- Aim of the exercise -
Using the exact wording, repeat every line of the material.

------

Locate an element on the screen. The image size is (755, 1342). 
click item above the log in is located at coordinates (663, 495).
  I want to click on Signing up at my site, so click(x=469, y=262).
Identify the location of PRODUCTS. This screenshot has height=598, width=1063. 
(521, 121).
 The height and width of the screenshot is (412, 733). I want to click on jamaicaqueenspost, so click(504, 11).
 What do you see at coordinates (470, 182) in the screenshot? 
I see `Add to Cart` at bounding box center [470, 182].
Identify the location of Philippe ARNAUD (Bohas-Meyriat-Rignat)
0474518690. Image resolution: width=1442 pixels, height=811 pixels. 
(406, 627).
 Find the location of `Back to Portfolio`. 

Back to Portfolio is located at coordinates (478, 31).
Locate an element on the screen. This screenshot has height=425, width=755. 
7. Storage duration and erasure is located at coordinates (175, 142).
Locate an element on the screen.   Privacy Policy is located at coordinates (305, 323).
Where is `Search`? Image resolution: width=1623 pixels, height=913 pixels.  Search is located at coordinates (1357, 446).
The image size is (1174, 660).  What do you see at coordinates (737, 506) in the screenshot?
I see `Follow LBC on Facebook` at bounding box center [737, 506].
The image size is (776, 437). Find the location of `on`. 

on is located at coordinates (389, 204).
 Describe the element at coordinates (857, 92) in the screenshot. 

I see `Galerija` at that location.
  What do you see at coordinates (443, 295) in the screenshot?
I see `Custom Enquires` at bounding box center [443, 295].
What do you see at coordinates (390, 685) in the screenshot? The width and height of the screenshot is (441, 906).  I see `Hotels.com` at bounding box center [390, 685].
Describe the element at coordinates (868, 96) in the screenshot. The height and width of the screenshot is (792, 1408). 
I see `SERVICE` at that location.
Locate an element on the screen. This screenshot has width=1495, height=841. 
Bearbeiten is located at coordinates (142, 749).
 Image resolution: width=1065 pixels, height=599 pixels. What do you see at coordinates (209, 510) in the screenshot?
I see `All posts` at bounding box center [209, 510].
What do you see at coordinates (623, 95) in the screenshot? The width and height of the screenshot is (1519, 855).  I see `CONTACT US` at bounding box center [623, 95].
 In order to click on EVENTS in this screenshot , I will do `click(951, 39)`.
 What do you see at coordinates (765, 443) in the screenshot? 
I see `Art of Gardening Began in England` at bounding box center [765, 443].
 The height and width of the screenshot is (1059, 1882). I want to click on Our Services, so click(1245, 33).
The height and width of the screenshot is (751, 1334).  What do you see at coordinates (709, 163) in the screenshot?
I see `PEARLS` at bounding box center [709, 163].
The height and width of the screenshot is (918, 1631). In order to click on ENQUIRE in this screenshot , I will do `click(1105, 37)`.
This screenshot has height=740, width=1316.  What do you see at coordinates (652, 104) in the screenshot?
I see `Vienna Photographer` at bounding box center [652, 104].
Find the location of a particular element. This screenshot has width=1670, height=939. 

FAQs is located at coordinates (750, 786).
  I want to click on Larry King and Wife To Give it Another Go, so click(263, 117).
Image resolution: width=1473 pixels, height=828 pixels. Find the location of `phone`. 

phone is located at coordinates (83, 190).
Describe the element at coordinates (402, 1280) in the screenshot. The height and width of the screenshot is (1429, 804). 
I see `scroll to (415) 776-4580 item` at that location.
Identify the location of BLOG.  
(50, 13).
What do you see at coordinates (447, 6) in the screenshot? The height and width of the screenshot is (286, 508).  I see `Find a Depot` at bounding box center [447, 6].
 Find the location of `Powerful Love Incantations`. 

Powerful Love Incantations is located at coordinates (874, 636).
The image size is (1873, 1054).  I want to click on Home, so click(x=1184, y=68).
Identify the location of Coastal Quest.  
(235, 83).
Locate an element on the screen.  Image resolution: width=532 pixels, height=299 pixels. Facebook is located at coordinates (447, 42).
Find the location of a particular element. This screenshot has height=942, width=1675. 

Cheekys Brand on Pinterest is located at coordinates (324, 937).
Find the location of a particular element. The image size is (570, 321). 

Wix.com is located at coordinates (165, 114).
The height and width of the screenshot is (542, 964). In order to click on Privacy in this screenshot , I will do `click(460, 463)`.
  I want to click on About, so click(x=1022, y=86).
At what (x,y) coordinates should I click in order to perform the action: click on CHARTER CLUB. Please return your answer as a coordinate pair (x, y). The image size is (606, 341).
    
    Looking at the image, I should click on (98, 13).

------

- Expected answer -
Locate an element on the screen. The image size is (755, 1342). 
click item above the log in is located at coordinates (663, 495).
  I want to click on Signing up at my site, so click(x=469, y=262).
Identify the location of PRODUCTS. This screenshot has height=598, width=1063. 
(521, 121).
 The height and width of the screenshot is (412, 733). I want to click on jamaicaqueenspost, so click(504, 11).
 What do you see at coordinates (470, 182) in the screenshot? 
I see `Add to Cart` at bounding box center [470, 182].
Identify the location of Philippe ARNAUD (Bohas-Meyriat-Rignat)
0474518690. Image resolution: width=1442 pixels, height=811 pixels. 
(406, 627).
 Find the location of `Back to Portfolio`. 

Back to Portfolio is located at coordinates (478, 31).
Locate an element on the screen. This screenshot has height=425, width=755. 
7. Storage duration and erasure is located at coordinates (175, 142).
Locate an element on the screen.   Privacy Policy is located at coordinates (305, 323).
Where is `Search`? Image resolution: width=1623 pixels, height=913 pixels.  Search is located at coordinates (1357, 446).
The image size is (1174, 660).  What do you see at coordinates (737, 506) in the screenshot?
I see `Follow LBC on Facebook` at bounding box center [737, 506].
The image size is (776, 437). Find the location of `on`. 

on is located at coordinates (389, 204).
 Describe the element at coordinates (857, 92) in the screenshot. 

I see `Galerija` at that location.
  What do you see at coordinates (443, 295) in the screenshot?
I see `Custom Enquires` at bounding box center [443, 295].
What do you see at coordinates (390, 685) in the screenshot? The width and height of the screenshot is (441, 906).  I see `Hotels.com` at bounding box center [390, 685].
Describe the element at coordinates (868, 96) in the screenshot. The height and width of the screenshot is (792, 1408). 
I see `SERVICE` at that location.
Locate an element on the screen. This screenshot has width=1495, height=841. 
Bearbeiten is located at coordinates (142, 749).
 Image resolution: width=1065 pixels, height=599 pixels. What do you see at coordinates (209, 510) in the screenshot?
I see `All posts` at bounding box center [209, 510].
What do you see at coordinates (623, 95) in the screenshot? The width and height of the screenshot is (1519, 855).  I see `CONTACT US` at bounding box center [623, 95].
 In order to click on EVENTS in this screenshot , I will do `click(951, 39)`.
 What do you see at coordinates (765, 443) in the screenshot? 
I see `Art of Gardening Began in England` at bounding box center [765, 443].
 The height and width of the screenshot is (1059, 1882). I want to click on Our Services, so click(1245, 33).
The height and width of the screenshot is (751, 1334).  What do you see at coordinates (709, 163) in the screenshot?
I see `PEARLS` at bounding box center [709, 163].
The height and width of the screenshot is (918, 1631). In order to click on ENQUIRE in this screenshot , I will do `click(1105, 37)`.
This screenshot has height=740, width=1316.  What do you see at coordinates (652, 104) in the screenshot?
I see `Vienna Photographer` at bounding box center [652, 104].
Find the location of a particular element. This screenshot has width=1670, height=939. 

FAQs is located at coordinates (750, 786).
  I want to click on Larry King and Wife To Give it Another Go, so click(263, 117).
Image resolution: width=1473 pixels, height=828 pixels. Find the location of `phone`. 

phone is located at coordinates (83, 190).
Describe the element at coordinates (402, 1280) in the screenshot. The height and width of the screenshot is (1429, 804). 
I see `scroll to (415) 776-4580 item` at that location.
Identify the location of BLOG.  
(50, 13).
What do you see at coordinates (447, 6) in the screenshot? The height and width of the screenshot is (286, 508).  I see `Find a Depot` at bounding box center [447, 6].
 Find the location of `Powerful Love Incantations`. 

Powerful Love Incantations is located at coordinates (874, 636).
The image size is (1873, 1054).  I want to click on Home, so click(x=1184, y=68).
Identify the location of Coastal Quest.  
(235, 83).
Locate an element on the screen.  Image resolution: width=532 pixels, height=299 pixels. Facebook is located at coordinates (447, 42).
Find the location of a particular element. This screenshot has height=942, width=1675. 

Cheekys Brand on Pinterest is located at coordinates (324, 937).
Find the location of a particular element. The image size is (570, 321). 

Wix.com is located at coordinates (165, 114).
The height and width of the screenshot is (542, 964). In order to click on Privacy in this screenshot , I will do `click(460, 463)`.
  I want to click on About, so click(x=1022, y=86).
At what (x,y) coordinates should I click in order to perform the action: click on CHARTER CLUB. Please return your answer as a coordinate pair (x, y). The image size is (606, 341).
    
    Looking at the image, I should click on (98, 13).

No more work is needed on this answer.